From RNNs to Transformers
While RNN-based Seq2Seq models with attention achieved state-of-the-art results, they faced challenges with parallelization and long-range dependency modeling.
The Transformer architecture, introduced in "Attention Is All You Need" (Vaswani et al., 2017), replaced recurrence entirely with self-attention mechanisms. Transformers are technically a type of Seq2Seq architecture but operate via parallel matrix operations, enabling:
- Massive parallelization during training.
- Superior handling of very long contexts.

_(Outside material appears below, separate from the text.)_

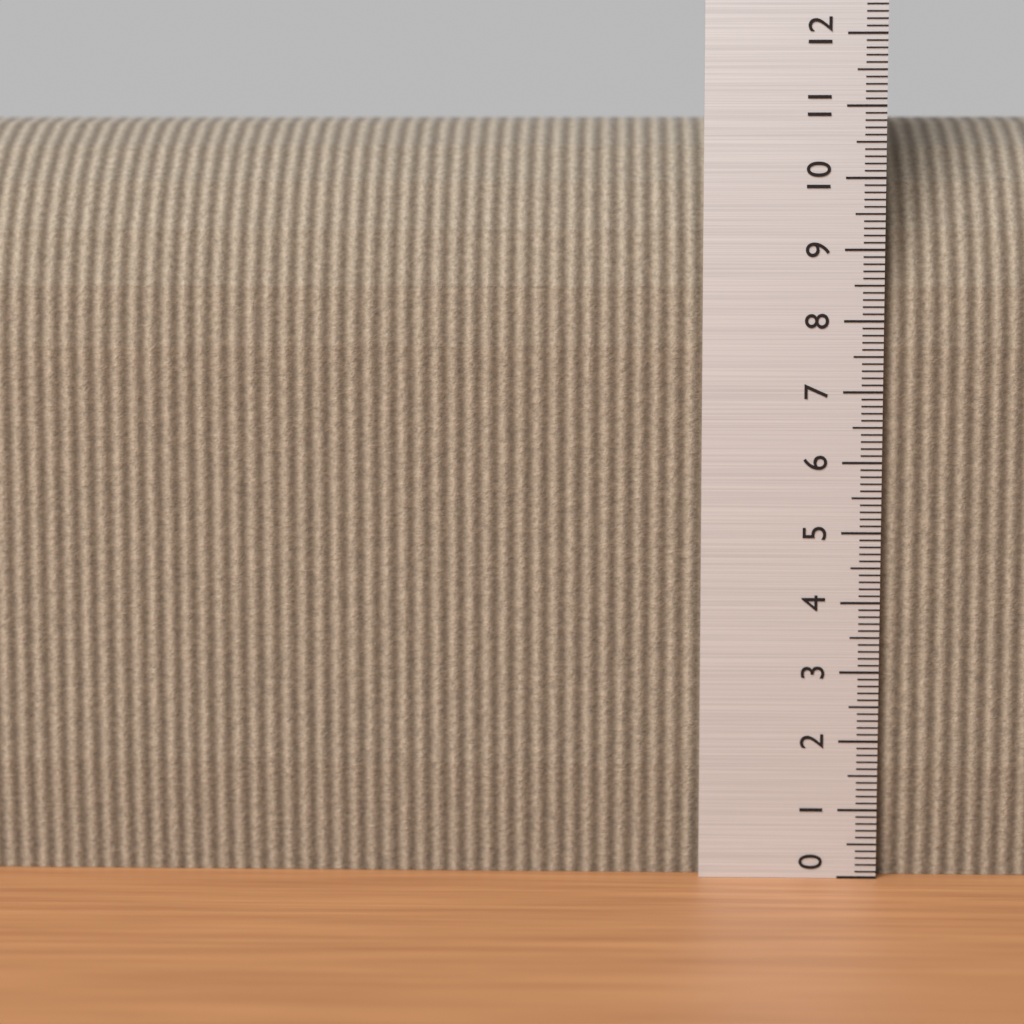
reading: 10.9 (no unit)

- Better gradient propagation.
Modern large language models (LLMs) like GPT, T5, and BART are all variations of Seq2Seq architectures built on the Transformer foundation.
Applications
Translating text between languages (e.g., EN → FR). Seq2Seq models learn to map sentence structures across linguistic boundaries.
Abstract summarization generates concise summaries that may introduce new wording, requiring generative Seq2Seq capabilities.
Chatbots and virtual assistants use Seq2Seq to map user utterances to coherent, context-aware responses.
Mapping audio feature sequences to text sequences, often combined with CTC loss or attention-based decoders.
Training & Loss Functions
Seq2Seq models are typically trained using Teacher Forcing, where the ground truth previous token is fed as input during training. The loss is computed as the cross-entropy between predicted and actual token distributions:
Loss = -Σ log P(y_t | y_{
At inference time, Beam Search or Sampling strategies are used to generate sequences autoregressively.
A known issue where the model sees ground truth during training but its own predictions during inference, leading to error accumulation. Techniques like Scheduled Sampling or Reinforcement Learning can mitigate this.
References
- Cho, K. et al. (2014). Learning Phrase Representations using RNN Encoder-Decoder for Statistical Machine Translation. arXiv:1406.1078.
- Sutskever, I. et al. (2014). Sequence to Sequence Learning with Neural Networks. NeurIPS 2014.
- Bahdanau, D. et al. (2015). Neural Machine Translation by Jointly Learning to Align and Translate. ICLR 2015.
- Vaswani, A. et al. (2017). Attention Is All You Need. NeurIPS 2017.
- Sutskever, I. & Le, Q. (2019). Sequence to Sequence. Stanford CS224n Lecture Notes.